Do a search for the word "content" in the results, and you get two mentions. In Germany, it says it has seen "a 10.1% reduction in other direct costs, mainly from fewer handset sales to third party distributors and lower content costs". In the UK it says "The 7.1% increase in other direct costs was due to cost of sales associated with the growing managed solutions business and investment in content based data services".

It seems that mobile content has moved from being seen as a revenue source, to being a cost.

Not directly quoted in the results, it's also interesting to see that Voda's German head has been quoted as (I'm paraphrasing) saying that subscription-paid Mobile TV is dead. He's pointing the finger at phones capable of receiving free-to-air terrestrial digital TV, although to my mind that's just a convenient get-out clause as the whole Mobile TV proposition is inherently flaky.

Lastly, a plug for my company, Disruptive Analysis. I'm going to let myself be a bit smug and say "I told you so". It was2 years ago that I wrote about my analysis of Voda's data revenues indicated it being dominated by Blackberry and 3G modems. At the time, that was against a backdrop of sustained noisy wishful thinking about Live! and other content/inhouse data services. Many other analysts were exhorting mobile operators to avoid flatrate data plans like the plague, pointing to a horrible "bitpipe" future.

And yet now:

Over the year, data revenue has increased by 40.6% on an organic basis to £2.2 billion, principally driven by continued strong growth in business email and PC connectivity devices, which in total nearly doubled to 5.8 million. We have seen strong take up this year of USB modems

I've been consistently saying that is has been an inevitability.

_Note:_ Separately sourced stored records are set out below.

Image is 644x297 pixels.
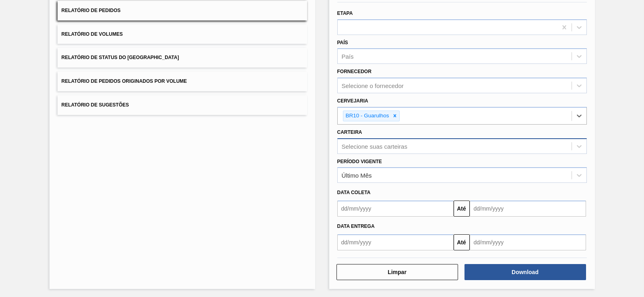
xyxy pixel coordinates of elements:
button: Relatório de Pedidos [58,1,307,20]
label: Cervejaria [337,98,368,104]
span: Data coleta [337,190,371,195]
button: Até [453,235,469,251]
label: Período Vigente [337,159,382,165]
button: Limpar [336,264,458,280]
span: Relatório de Sugestões [61,102,129,108]
label: País [337,40,348,46]
span: Data Entrega [337,224,375,229]
div: Selecione o fornecedor [342,83,404,90]
button: Relatório de Pedidos Originados por Volume [58,72,307,91]
div: BR10 - Guarulhos [343,111,390,121]
div: Selecione suas carteiras [342,143,407,150]
button: Relatório de Status do [GEOGRAPHIC_DATA] [58,48,307,68]
button: Até [453,201,469,217]
button: Relatório de Sugestões [58,95,307,115]
label: Carteira [337,129,362,135]
div: Último Mês [342,172,372,179]
span: Relatório de Status do [GEOGRAPHIC_DATA] [61,55,179,60]
input: dd/mm/yyyy [337,201,453,217]
input: dd/mm/yyyy [469,235,586,251]
label: Fornecedor [337,69,371,75]
button: Download [464,264,586,280]
button: Relatório de Volumes [58,24,307,44]
span: Relatório de Pedidos [61,8,121,13]
label: Etapa [337,10,353,16]
input: dd/mm/yyyy [337,235,453,251]
input: dd/mm/yyyy [469,201,586,217]
div: País [342,53,354,60]
span: Relatório de Volumes [61,31,123,37]
span: Relatório de Pedidos Originados por Volume [61,79,187,84]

Many seem uncertain about deploying IMS, worrying that it could open the floodgates to 3rd-party IP applications. What they don't realise is that it's going to happen anyway, and that opening the floodgates is the only way to avoid drowning in the flood.

I've been privately advising some of my consulting clients about contrarian and anti-consensus views like these, just as I have been counseling them to dismiss many of the rose-tinted surveys and forecasts about mobile content/applications that don't bear close scrutiny. There are plenty of ways to sell, enhance and monetise "pipes". And there are some next-gen service opportunities that are probable winners.